Oliver Platt is understated with the perfect blend of vulnerability and friendliness as Alex, Kate's nowhere near as guilt-ridden spouse whose not so innocent flirtations with one of Andra's two granddaughters make for a powerful study on the notion of the give and take in relationships. Similarly, Sarah Steele is a delight as the teenage daughter who grows tired of her mother's giving while her primary longing, for a $200 pair of jeans, goes unfulfilled.
One of the things that Holofcener does better than most screenwriters working today is to portray fatally flawed characters with just enough vulnerability that it becomes impossible to not actually care for them. This has never been more in evidence than with Andra and her two granddaughters, Rebecca (Rebecca Hall), a shy mammography technician and arguably the film's most genuinely "good" person, and Mary (Amanda Peet), a deliciously bitchy spa worker who quietly battles Kate for the affections of both Alex and Abby and, at least briefly, manages to win.

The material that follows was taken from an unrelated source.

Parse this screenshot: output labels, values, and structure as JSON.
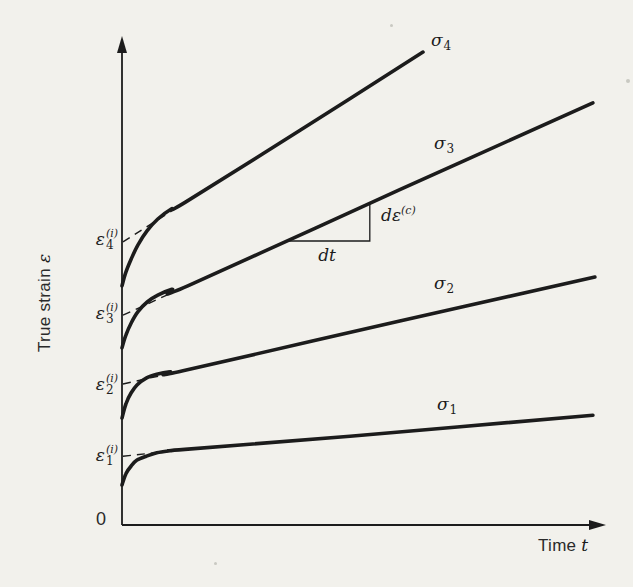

Ann Guilbert avoids going over-the-top as the rather mean-spirited 91-year-old and instead paints a picture of aged bitterness that one senses is the result of a lifetime of disappointed giving. On the other hand, Rebecca Hall is intimate and gentle as Rebecca, a seemingly plain young woman who lives with an underlying longing that casts a long shadow in the apartment she shares with Amanda Peet's Andra-to-be portrayal of Mary.
Please Give is not without its flaws, most notably that Holofcener's refusal to define her characters occasionally leads to plot points and character features that feel less substantial than they ought to feel. This seldom occurs with Kate, but is more an issue with the film's secondary players.
Mark White's production design gives the film a sense of "family" that works well with the concept of giving intertwined within the relationships, while Yaron Orbach's camera work complements the entire scenario quite nicely. The original score of Marcelo Zarvos nicely mixes the film's deeply human and lightly humorous touches, while costumer Ane Crabtree captures nicely the individual strengths and weaknesses of each character.
Easily Holofcener's most satisfying film outside of the astounding Lovely & Amazing, Please Give isn't a film that is easily defined and for that reason alone it may be more difficult for a wider audience to embrace. Perhaps a rather distant cousin to the recent The Joneses but with a much deeper intimacy going on, Please Give is about the people who give, the people who don't give and how we finally manage to connect with one another.